Friday, May 3, 2013

Swan Song

It’s the time of year when you may be wrapping up many of the coaching cycles that have recently kept you busy.  You’ve been working closely with teachers – one-on-one or in PLCs.  You’ve been working together on new teaching practices, and at this point teachers have made these practices their own.  It is time for your swan song – that last refrain in the coaching cycle, the finale that shows teachers you have full confidence in their new-found abilities.  Of course you’ll continue working with these teachers as colleagues and collaborators, and you may even begin new coaching cycles with them, working on new skills.  But now is the time for you and for them to recognize the benefits that have been hard-won, to bask in the glow of a job well done. 

Praise can be the beneficial finale to the coaching cycle.  In fact, when you see that praising is your dominant coaching move, that is your cue to drop the curtain on the coaching cycle.  Specific, personalized praise is an authentic coaching response when teachers are making sound instructional decisions.  Coaches can provide praise that applauds knowledge, commends practice, and acknowledges teachers’ effective instructional decision-making.  Praising teachers confirms the non-threatening role of a coach.  This acknowledgment bolsters confidence and contributes to the teacher’s future development. 

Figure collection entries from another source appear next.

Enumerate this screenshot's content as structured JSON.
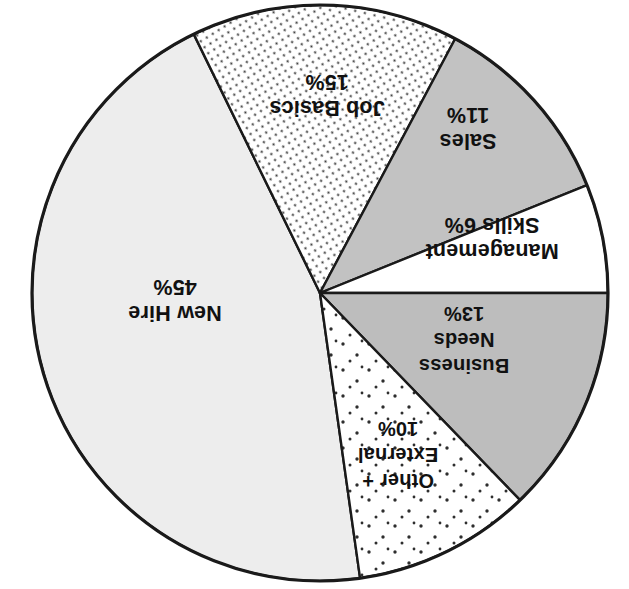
{
  "chart_data": {
    "type": "pie",
    "title": "",
    "subtitle": "",
    "xlabel": "",
    "ylabel": "",
    "legend_position": "none",
    "labels_inside_slices": true,
    "rotated_180_degrees": true,
    "total_percent": 100,
    "categories": [
      "New Hire",
      "Job Basics",
      "Sales",
      "Management Skills",
      "Business Needs",
      "Other + External"
    ],
    "values": [
      45,
      15,
      11,
      6,
      13,
      10
    ],
    "slices": [
      {
        "id": "new-hire",
        "name": "New Hire",
        "value": 45,
        "value_text": "45%",
        "label_line1": "New Hire",
        "label_line2": "45%",
        "fill": "#ededed",
        "pattern": "solid",
        "start_angle_deg": 116,
        "end_angle_deg": 278,
        "label_x": 175,
        "label_y": 300,
        "label_anchor": "middle"
      },
      {
        "id": "job-basics",
        "name": "Job Basics",
        "value": 15,
        "value_text": "15%",
        "label_line1": "Job Basics",
        "label_line2": "15%",
        "fill": "#ffffff",
        "pattern": "diagonal-dotted-hatch",
        "start_angle_deg": 62,
        "end_angle_deg": 116,
        "label_x": 327,
        "label_y": 95,
        "label_anchor": "middle"
      },
      {
        "id": "sales",
        "name": "Sales",
        "value": 11,
        "value_text": "11%",
        "label_line1": "Sales",
        "label_line2": "11%",
        "fill": "#c2c2c2",
        "pattern": "solid",
        "start_angle_deg": 22,
        "end_angle_deg": 62,
        "label_x": 468,
        "label_y": 128,
        "label_anchor": "middle"
      },
      {
        "id": "management-skills",
        "name": "Management Skills",
        "value": 6,
        "value_text": "6%",
        "label_line1": "Management",
        "label_line2": "Skills  6%",
        "fill": "#ffffff",
        "pattern": "solid",
        "start_angle_deg": 0,
        "end_angle_deg": 22,
        "label_x": 492,
        "label_y": 238,
        "label_anchor": "middle"
      },
      {
        "id": "business-needs",
        "name": "Business Needs",
        "value": 13,
        "value_text": "13%",
        "label_line1": "Business",
        "label_line2": "Needs",
        "label_line3": "13%",
        "fill": "#bdbdbd",
        "pattern": "solid",
        "start_angle_deg": 314,
        "end_angle_deg": 360,
        "label_x": 464,
        "label_y": 340,
        "label_anchor": "middle"
      },
      {
        "id": "other-external",
        "name": "Other + External",
        "value": 10,
        "value_text": "10%",
        "label_line1": "Other +",
        "label_line2": "External",
        "label_line3": "10%",
        "fill": "#ffffff",
        "pattern": "sparse-dots",
        "start_angle_deg": 278,
        "end_angle_deg": 314,
        "label_x": 398,
        "label_y": 455,
        "label_anchor": "middle"
      }
    ],
    "geometry": {
      "center_x": 320,
      "center_y": 293,
      "radius": 288
    },
    "colors": {
      "outline": "#1a1a1a",
      "text": "#111111",
      "background": "#ffffff",
      "light_gray": "#ededed",
      "medium_gray": "#c2c2c2",
      "dark_gray": "#bdbdbd",
      "white": "#ffffff"
    }
  }
}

Offering warranted praise helps teachers see themselves as competent instructors.  When coaches offer praise to their teaching colleagues, they acknowledge that the teachers have successfully taken on the responsibility of providing instruction tailored to meet the unique needs of their students.  The goal for coaches is to work themselves out of a job – at least with that particular teacher or team on that particular skill.  But don’t worry: even if effusive praise is signaling that you’ve reached the end of a coaching cycle, there will always be new teachers or new practices to be worked on.  Educators have the goal of continuous improvement, meaning that this swan song will surely not be your last!

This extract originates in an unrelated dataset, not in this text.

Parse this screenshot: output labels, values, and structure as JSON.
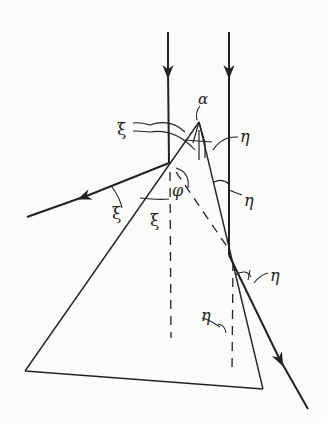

This week, you might want to take a look at resources for reading and end-of-the-year projects:

A video with Patrick Allen and his students using comprehension strategies with non-fiction:


Read alouds of Mem Fox’s books – by the author herself!


 
A video about using stickies (my favorite!) to prepare for text discussions:



End-of-Year Projects (ideas to pass on to teachers now!):





That’s it for this week.  Happy Coaching!